Oxford TRIZ Blog

What are Contradictions?

Written by Karen Gadd | 11 Jun 2026

Solving contradictions delivers clever, cost effective answers to achieve everything, everyone wants banishing weak, compromise solutions.

Some problems are easy to solve especially if we want just one thing. Contradictions occur when the two connected things are in conflict, and to get both we need a different logic, and proven ways to resolve them. The unique 40 TRIZ Inventive Principles (TIPS) reveal all the ways the world knows to solve contradictions and is derived from global research into success.

Learning to seek and uncover contradictions exposes the fundamental tension at the heart of many difficult, complex challenges. Contradiction thinking helps us to avoid settling for second best, or weak solutions. The Contradiction toolkit ensures conflicting needs are clearly identified, and then solution triggers from the 40 TRIZ Inventive Principles (TIPS) suggest the best ways to tackle them.

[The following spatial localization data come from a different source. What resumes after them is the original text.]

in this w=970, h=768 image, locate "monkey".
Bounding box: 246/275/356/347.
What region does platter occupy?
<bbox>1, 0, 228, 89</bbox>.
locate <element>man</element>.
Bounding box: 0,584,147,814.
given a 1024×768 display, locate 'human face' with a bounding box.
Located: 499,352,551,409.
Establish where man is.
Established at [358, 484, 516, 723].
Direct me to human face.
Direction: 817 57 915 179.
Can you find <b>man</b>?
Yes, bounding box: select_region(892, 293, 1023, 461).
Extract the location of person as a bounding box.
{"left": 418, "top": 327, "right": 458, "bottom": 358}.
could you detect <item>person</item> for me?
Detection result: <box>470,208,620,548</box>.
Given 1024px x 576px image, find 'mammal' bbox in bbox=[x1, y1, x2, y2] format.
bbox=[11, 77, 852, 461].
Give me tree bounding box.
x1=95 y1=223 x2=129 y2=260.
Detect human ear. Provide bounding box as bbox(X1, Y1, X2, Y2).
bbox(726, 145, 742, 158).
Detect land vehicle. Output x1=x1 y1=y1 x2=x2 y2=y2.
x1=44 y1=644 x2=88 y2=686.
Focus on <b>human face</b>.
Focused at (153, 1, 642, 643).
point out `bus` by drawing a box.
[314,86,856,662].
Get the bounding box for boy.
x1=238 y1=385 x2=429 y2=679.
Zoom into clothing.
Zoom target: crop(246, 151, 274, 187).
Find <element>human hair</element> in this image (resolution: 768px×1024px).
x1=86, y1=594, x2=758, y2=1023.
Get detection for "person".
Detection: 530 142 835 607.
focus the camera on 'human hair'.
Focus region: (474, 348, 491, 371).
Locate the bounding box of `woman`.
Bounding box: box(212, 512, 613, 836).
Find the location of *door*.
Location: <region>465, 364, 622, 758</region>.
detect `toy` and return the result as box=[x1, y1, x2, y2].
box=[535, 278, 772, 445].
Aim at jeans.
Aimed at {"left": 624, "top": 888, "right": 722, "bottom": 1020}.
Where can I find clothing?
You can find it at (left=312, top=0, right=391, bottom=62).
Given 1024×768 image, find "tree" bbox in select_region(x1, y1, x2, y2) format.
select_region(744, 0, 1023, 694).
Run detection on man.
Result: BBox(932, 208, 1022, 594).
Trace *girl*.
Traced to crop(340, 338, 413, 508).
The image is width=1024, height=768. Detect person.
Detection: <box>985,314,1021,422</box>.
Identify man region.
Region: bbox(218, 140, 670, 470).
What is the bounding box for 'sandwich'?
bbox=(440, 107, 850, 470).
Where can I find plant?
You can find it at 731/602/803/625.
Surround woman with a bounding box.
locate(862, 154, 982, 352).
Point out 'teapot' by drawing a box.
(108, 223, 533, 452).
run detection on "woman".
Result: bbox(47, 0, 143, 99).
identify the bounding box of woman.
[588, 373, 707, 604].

There are two kinds of contradiction (both solved by the 40 TIPS) the most fundamental is when we want opposites of the same feature like an umbrella - both BIG and SMALL; in TRIZ this is called a Physical Contradiction. The other is a BAD SOLUTION when making one thing better something else gets worse, solving the contradiction ensures we keep the GOOD and deal with the BAD. In TRIZ this is called a Technical Contradiction.

Why use the Contradictions tools?

Recognising a contradiction helps when challenges feel impossible, teams sense they are stuck with a problem mess and feel pulled in opposite directions. Difficulties can arise from stakeholder conflict, cost issues, or the system requires two things that do not seem to fit together, getting what everyone wants looks impossible. Every way forward feels like a compromise or leading to an unsatisfactory outcome.

Uncovering contradictions stops us circling around the symptoms or weak answers, revealing the underlying tension to open up and guide teams to logical, stronger ways forward.

Solve contradictions by SEPARATING & the 40 TIPS

Bad Solutions/Technical Contradictions are solved using the TIPS suggested by
the TRIZ Contradiction Matrix, which highlights about 4-10 Principles which have solved similar contradictions. A Bad Solution often has the word but in describing the downside of the solution, for example I make something stronger BUT it gets heavier.

To solve Opposites/Physical Contradictions we use the Separation Principles
(or prompts). These direct us to one of four relevant subsets of the 40 TIPS. The
word AND often appears in the description. Separation Principles prompts us with simple questions asking do we want these opposites...

  1. At the same TIME? (umbrella – Big and Small)

  2. In the same SPACE? (plate – Hot in middle and cold at rim)

  3. On CONDITION. Opposite conditions for different elements/same time and space (sieve – catches pasta and allows water through)

  4. SCALE - the same system level? (Bike chain - rigid at subsystem and flexible at system level)

These amazing questions clear the mental mists and together with the relevant subset of the 40 TIPS usually reveal clear ways forward to clever, innovative answers.

To separate in time ask WHEN or at what stages do we want the opposite features – when do we want a small or BIG umbrella? There are 17 TIPS which help our thinking giving us all known solution triggers to achieve both.

Similarly, a telescopic board pointer is long and short at different times.
12 TIPS guide us to all the ways the world knows to deliver opposite solutions at the same time but in different places. A plate which is both hot and cold shows this. To separate in space ask WHERE do we want these opposites?

However, if our opposites are coincident and therefore at the same time, place and level then we can separate them on condition. A simple example of this is a security check which lets some people through but not others, or a restaurant which only welcomes certain customers. Separate on condition offers 8 of the 40 TIPS to see how to apply different rules under different conditions.

 

These prompts stop the team looking to reduce both the creativity and control in a weak compromise by pushing them together and blending these opposites. Instead by using the Separation Prompts we pull them further apart to deliver as much creativity and control as is needed in the right times places and under the perfect conditions.